The BNP is a legal party, and whilst you and I may object to their politics they are just as protected by freedom of speech laws as the loons in the Communist Party of Britain. Simply assuming anyone to the right of your point of view is a violent biggot is just displaying your own stupidity and prejudice.

Lord Ahmed faces dangerous driving charge

Matt Bryant Silver badge
Unhappy

Non-starter.

I can just imagine his defence - "my wife/mother was using the phone, m'Lord." Should be just about impossible to prove otherwise unless they have CCTV footage of him texting at the wheel. Even a NuLabour Lord should be smart enough to work that one out!
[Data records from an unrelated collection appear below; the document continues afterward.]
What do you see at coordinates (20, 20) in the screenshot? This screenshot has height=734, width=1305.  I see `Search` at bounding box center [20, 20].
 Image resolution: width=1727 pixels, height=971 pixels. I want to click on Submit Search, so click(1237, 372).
25 years of Macintosh - the Apple Computer report card

Matt Bryant Silver badge
Happy

RE: @Matt Bryant - G4 Cube

It's actually a very good example, and you underline my point perfectly with the Google point. There may be plenty of Google hits now, but there weren't in the day, and not much choice in video cards either as the Cube's design stopped you using full-size cards because the space was too short. You also usually had to re-duct the fan to get around the poor cooling design for a carf of any real power. And as every upgrade was a special, unsupported by Apple, you effectively killed your warranty the minute you opened the case. Compare that to any number of off-the-shelf PCs where you could not only have vendor-supplied and -supported upgrades but also do your own and you'll get an inkling of the point - Mac's were not designed for longevity, they were point consumer solutions with the hope that you would upgarde by forking out for a new model. With PCs it was simply easier due to the flexibility and the greater number of options. In short, Mac buyers were suckers, and PC buyers showed more technical skills.

Matt Bryant Silver badge
Pirate

RE: Ted Treen

"....You however, are championing (with sophistry) items which are frequently cheap, inconsistent, shoddy, unstable and unreliable....." Really? So shoddy, unstable, etc, etc, that they just happened to become the number one choice and de fcato standard in business use? Ever tried to upgrade the graphics card in the over-engineered, over-priced Apple G4 Cube? Think carefully, mactard, there is a very good reason why PCs have won the war against the Mac, they just offer a better and more flexible solution. If that were not true then Apple would be the one being hunted by the DoJ and the European courts for monpolising the market.

In fact, whilst I have great respect for Steve Jobs both as a businessman and innovator, I notice the article skips over the failure of Apple to penetrate beyond the marketing department after VisiCalc had been out-done. In fact, Apple at one point in the '80s was the de facto desktop choice for business, schools and many home users, only Microsoft out-competed them with a better offering, better business sense, and better marketing. One of Steve's smarter move was to announce Microsoft Office for Mac in 1997, but by then it was too late for Apple to re-capture the business desktop market. Their efforts to create a server business are also not considered in the article, probably because that also is not such a pretty picture. Steve Jobs is probably one of the most foremost computing industry geniuses that not only got computing but marketing as well, but he has also had his failures.

And whilst the article disses Scully, remeber ttah his Aplle Newton and his other consumer-minded failures laid the groundwork for the Palm and the iPod and iPhone.

/Still got a Blackberry in my pocket, UNIX, Windows and Linux in my datacenter, and three PCs on my desk at home - no Apple products in sight.

Sun slashes up to 6,000 jobs

Matt Bryant Silver badge

RE: Bit harsh

"....Funny that these cuts are partly a result of the economic problems that Wall Street monkeys caused...." Yeah, stoooopid Wall Street for making al those dumb product and business decisions, nothing at all to do with McNealy nor Schwartz.

Get a grip! Sun dug its own gi-normous hole, Wall Street is just kicking the dirt back into the hole which is rapidldly turning into Sun's grave.